Case Studies
Insights from CENTRI analysis on workforces

Aged Care
A study of three aged care facilities showed large gaps in rosters, and other issues, costing providers several times more than target margins. However, workforce effectiveness can be maximised, without carers working harder, and without replacing existing tools. Explained below is how this is possible, details of the case study findings and suggests solutions.
Organisations are judged by success criteria that include delivery of services, profitability and worker well-being. This is no truer than in the aged care sector where the impact of workforce waste is so acute.
Achieving optimal workforce management (WFM) outcomes is challenging in any sector, even if using allocation tools, or let alone spreadsheets. Data is complex. Capacity planning and allocation process problems mix surpluses/deficits with under/over allocations. Many stakeholders effect or are affected by WFM. WFM rarely includes systematic governance, risk, workflows, monitoring or improvement.
Worker shortages create scenarios of either under delivery, or longer hours or faster work. Poor workforce results can be reduced by Advanced Effort Management (AEM) analysis, that was created outside the aged care sector. AEM goes beyond conventional gap calculations by forecasting outcomes for each shift, by comparing the number of workers that will be needed, are available and were allocated. Inefficiencies are then calculated and rolled up to summarise the workforce’s overall effectiveness. These actionable insights are communicated in visualisations for different stakeholders.
An examination of rosters across three aged care facilities revealed worker gaps of 10%-25%. Astonishingly, more than half of these gaps could have been filled by available workers. Other insights included over-allocations, underutilization and excessive overtime. These inefficiencies cost $5-$15 per day per resident, representing 100%-300% of standard target margins. AN-ACC minutes, corporate/facility communications and Standard 7 non-conformances were also issues.

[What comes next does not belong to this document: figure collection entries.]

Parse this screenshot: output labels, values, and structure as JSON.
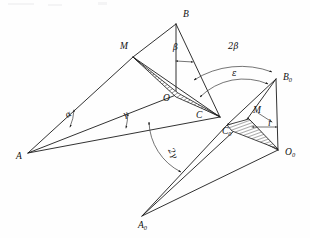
{
  "figure": {
    "kind": "geometry-diagram",
    "caption": "",
    "background_color": "#fefefe",
    "line_color": "#1b1b1b"
  },
  "vertices": [
    {
      "key": "A",
      "label": "A",
      "sub": "",
      "x": 28,
      "y": 153,
      "label_x": 16,
      "label_y": 159
    },
    {
      "key": "B",
      "label": "B",
      "sub": "",
      "x": 176,
      "y": 24,
      "label_x": 183,
      "label_y": 17
    },
    {
      "key": "C",
      "label": "C",
      "sub": "",
      "x": 220,
      "y": 117,
      "label_x": 196,
      "label_y": 118
    },
    {
      "key": "M",
      "label": "M",
      "sub": "",
      "x": 133,
      "y": 57,
      "label_x": 120,
      "label_y": 49
    },
    {
      "key": "O",
      "label": "O",
      "sub": "",
      "x": 176,
      "y": 95,
      "label_x": 163,
      "label_y": 101
    },
    {
      "key": "A0",
      "label": "A",
      "sub": "0",
      "x": 142,
      "y": 216,
      "label_x": 138,
      "label_y": 228
    },
    {
      "key": "B0",
      "label": "B",
      "sub": "0",
      "x": 276,
      "y": 79,
      "label_x": 283,
      "label_y": 80
    },
    {
      "key": "C0",
      "label": "C",
      "sub": "0",
      "x": 228,
      "y": 124,
      "label_x": 222,
      "label_y": 134
    },
    {
      "key": "O0",
      "label": "O",
      "sub": "0",
      "x": 278,
      "y": 150,
      "label_x": 285,
      "label_y": 155
    },
    {
      "key": "M0",
      "label": "M",
      "sub": "",
      "x": 248,
      "y": 118,
      "label_x": 253,
      "label_y": 113
    }
  ],
  "angle_labels": [
    {
      "key": "alpha",
      "text": "α",
      "x": 67,
      "y": 118,
      "rotate": -28
    },
    {
      "key": "gamma",
      "text": "γ",
      "x": 124,
      "y": 118,
      "rotate": -22
    },
    {
      "key": "beta",
      "text": "β",
      "x": 173,
      "y": 50,
      "rotate": 0
    },
    {
      "key": "twobeta",
      "text": "2β",
      "x": 228,
      "y": 49,
      "rotate": 0
    },
    {
      "key": "epsilon",
      "text": "ε",
      "x": 232,
      "y": 76,
      "rotate": 0
    },
    {
      "key": "twogamma",
      "text": "2γ",
      "x": 168,
      "y": 150,
      "rotate": 62
    },
    {
      "key": "i",
      "text": "i",
      "x": 268,
      "y": 126,
      "rotate": 0
    }
  ],
  "segments": [
    {
      "name": "A-M",
      "from": "A",
      "to": "M"
    },
    {
      "name": "M-B",
      "from": "M",
      "to": "B"
    },
    {
      "name": "B-C",
      "from": "B",
      "to": "C"
    },
    {
      "name": "B-O",
      "from": "B",
      "to": "O"
    },
    {
      "name": "A-O",
      "from": "A",
      "to": "O"
    },
    {
      "name": "A-C",
      "from": "A",
      "to": "C"
    },
    {
      "name": "M-C",
      "from": "M",
      "to": "C"
    },
    {
      "name": "O-C",
      "from": "O",
      "to": "C"
    },
    {
      "name": "A0-C0",
      "from": "A0",
      "to": "C0"
    },
    {
      "name": "A0-O0",
      "from": "A0",
      "to": "O0"
    },
    {
      "name": "A0-M0",
      "from": "A0",
      "to": "M0"
    },
    {
      "name": "C0-B0",
      "from": "C0",
      "to": "B0"
    },
    {
      "name": "C0-O0",
      "from": "C0",
      "to": "O0"
    },
    {
      "name": "B0-O0",
      "from": "B0",
      "to": "O0"
    },
    {
      "name": "M0-B0",
      "from": "M0",
      "to": "B0"
    },
    {
      "name": "M0-O0",
      "from": "M0",
      "to": "O0"
    }
  ],
  "hatched_regions": [
    {
      "name": "sliver-M-O-C",
      "note": "thin hatched sliver from M through O toward C"
    },
    {
      "name": "sliver-C0-M0-O0",
      "note": "thin hatched sliver from C0 toward O0"
    }
  ],
  "arcs": [
    {
      "name": "arc-2beta",
      "label_key": "twobeta",
      "note": "outer arc from B-C direction to B0"
    },
    {
      "name": "arc-epsilon",
      "label_key": "epsilon",
      "note": "inner arc from C toward B0"
    },
    {
      "name": "arc-2gamma",
      "label_key": "twogamma",
      "note": "arc between A-C line and A0-C0 line"
    }
  ]
}
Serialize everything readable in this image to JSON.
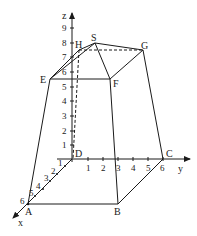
{
  "diagram": {
    "type": "3d-coordinate-solid",
    "axes": {
      "x": {
        "label": "x",
        "ticks": [
          "1",
          "2",
          "3",
          "4",
          "5",
          "6"
        ]
      },
      "y": {
        "label": "y",
        "ticks": [
          "1",
          "2",
          "3",
          "4",
          "5",
          "6"
        ]
      },
      "z": {
        "label": "z",
        "ticks": [
          "1",
          "2",
          "3",
          "4",
          "5",
          "6",
          "7",
          "8",
          "9"
        ]
      }
    },
    "points": {
      "A": "A",
      "B": "B",
      "C": "C",
      "D": "D",
      "E": "E",
      "F": "F",
      "G": "G",
      "H": "H",
      "S": "S"
    },
    "colors": {
      "line": "#1a1a1a",
      "background": "#ffffff"
    }
  }
}
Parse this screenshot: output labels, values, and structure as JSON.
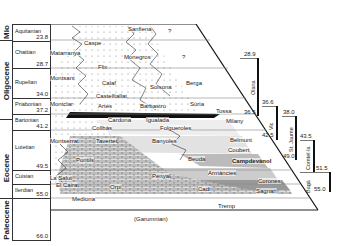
{
  "diagram": {
    "type": "chronostratigraphic chart",
    "epochs": [
      {
        "name": "Mio",
        "top": 24,
        "height": 16
      },
      {
        "name": "Oligocene",
        "top": 40,
        "height": 79
      },
      {
        "name": "Eocene",
        "top": 119,
        "height": 96
      },
      {
        "name": "Paleocene",
        "top": 215,
        "height": 25
      }
    ],
    "stages": [
      {
        "name": "Aquitanian",
        "age": "23.8",
        "top": 24,
        "height": 16
      },
      {
        "name": "Chattian",
        "age": "28.7",
        "top": 40,
        "height": 28
      },
      {
        "name": "Rupelian",
        "age": "34.0",
        "top": 68,
        "height": 30
      },
      {
        "name": "Priabonian",
        "age": "37.2",
        "top": 98,
        "height": 16
      },
      {
        "name": "Bartonian",
        "age": "41.2",
        "top": 114,
        "height": 16
      },
      {
        "name": "Lutetian",
        "age": "49.5",
        "top": 130,
        "height": 40
      },
      {
        "name": "Cuisian",
        "age": "",
        "top": 170,
        "height": 14
      },
      {
        "name": "Ilerdian",
        "age": "55.0",
        "top": 184,
        "height": 14
      },
      {
        "name": "",
        "age": "66.0",
        "top": 198,
        "height": 42
      }
    ],
    "formations": [
      {
        "name": "Sanfiena",
        "x": 128,
        "y": 26
      },
      {
        "name": "?",
        "x": 168,
        "y": 28
      },
      {
        "name": "Caspe",
        "x": 84,
        "y": 40
      },
      {
        "name": "Matarranya",
        "x": 50,
        "y": 50
      },
      {
        "name": "Monegros",
        "x": 124,
        "y": 54
      },
      {
        "name": "?",
        "x": 182,
        "y": 54
      },
      {
        "name": "Flix",
        "x": 98,
        "y": 64
      },
      {
        "name": "Montsant",
        "x": 50,
        "y": 75
      },
      {
        "name": "Calaf",
        "x": 102,
        "y": 80
      },
      {
        "name": "Berga",
        "x": 186,
        "y": 80
      },
      {
        "name": "Solsona",
        "x": 150,
        "y": 84
      },
      {
        "name": "Castelltallat",
        "x": 96,
        "y": 93
      },
      {
        "name": "Montclar",
        "x": 50,
        "y": 101
      },
      {
        "name": "Artés",
        "x": 98,
        "y": 103
      },
      {
        "name": "Barbastro",
        "x": 140,
        "y": 103
      },
      {
        "name": "Súria",
        "x": 190,
        "y": 101
      },
      {
        "name": "Tossa",
        "x": 216,
        "y": 108
      },
      {
        "name": "Cardona",
        "x": 108,
        "y": 117
      },
      {
        "name": "Igualada",
        "x": 146,
        "y": 117
      },
      {
        "name": "Milany",
        "x": 226,
        "y": 118
      },
      {
        "name": "Collbàs",
        "x": 92,
        "y": 125
      },
      {
        "name": "Folgueroles",
        "x": 160,
        "y": 125
      },
      {
        "name": "Montserrat",
        "x": 50,
        "y": 138
      },
      {
        "name": "Tavertet",
        "x": 96,
        "y": 138
      },
      {
        "name": "Banyoles",
        "x": 152,
        "y": 138
      },
      {
        "name": "Belmunt",
        "x": 230,
        "y": 137
      },
      {
        "name": "Coubert",
        "x": 228,
        "y": 147
      },
      {
        "name": "Pontils",
        "x": 76,
        "y": 157
      },
      {
        "name": "Beuda",
        "x": 188,
        "y": 156
      },
      {
        "name": "Campdevànol",
        "x": 232,
        "y": 158
      },
      {
        "name": "Armàncies",
        "x": 208,
        "y": 170
      },
      {
        "name": "La Salut",
        "x": 50,
        "y": 175
      },
      {
        "name": "Penyal",
        "x": 152,
        "y": 173
      },
      {
        "name": "Corones",
        "x": 258,
        "y": 178
      },
      {
        "name": "El Cairat",
        "x": 56,
        "y": 182
      },
      {
        "name": "Orpí",
        "x": 110,
        "y": 184
      },
      {
        "name": "Cadí",
        "x": 198,
        "y": 186
      },
      {
        "name": "Sagnari",
        "x": 256,
        "y": 188
      },
      {
        "name": "Mediona",
        "x": 72,
        "y": 196
      },
      {
        "name": "Tremp",
        "x": 218,
        "y": 203
      },
      {
        "name": "(Garumnian)",
        "x": 134,
        "y": 216
      }
    ],
    "sequences": [
      {
        "name": "Olana",
        "top_age": "28.9",
        "bottom_age": "36.5",
        "x": 254,
        "top": 58,
        "bottom": 117
      },
      {
        "name": "Vic",
        "top_age": "36.6",
        "bottom_age": "42.5",
        "x": 272,
        "top": 105,
        "bottom": 140
      },
      {
        "name": "St. Jaume",
        "top_age": "38.0",
        "bottom_age": "49.0",
        "x": 291,
        "top": 115,
        "bottom": 160
      },
      {
        "name": "Comtel·la",
        "top_age": "43.5",
        "bottom_age": "51.5",
        "x": 314,
        "top": 132,
        "bottom": 172
      },
      {
        "name": "Bagà",
        "top_age": "51.5",
        "bottom_age": "55.0",
        "x": 330,
        "top": 170,
        "bottom": 190
      }
    ]
  }
}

These revelations triggered improvement programs in one aged care provider. Knowing when, where and why inefficiencies exist enables a roster clerk to intervene before roster finalization (e.g., using unused workers). Longer term initiatives, like training, require executive sponsorship. Supplementary tools can also assist decision making. WFM should be treated as a system and use the comprehensive framework ISO 30434 - Workforce Allocation standard. Most workforce waste can be avoided with interventions and a WFM system
The AEM analysis of three aged care facilities highlighted the extent and impact of workforce ineffectiveness. There is a tremendous opportunity for the sector to simultaneously improve service delivery, profitability, and well-being by adopting AEM analysis and ISO 30434 systems.
For more details download this case study.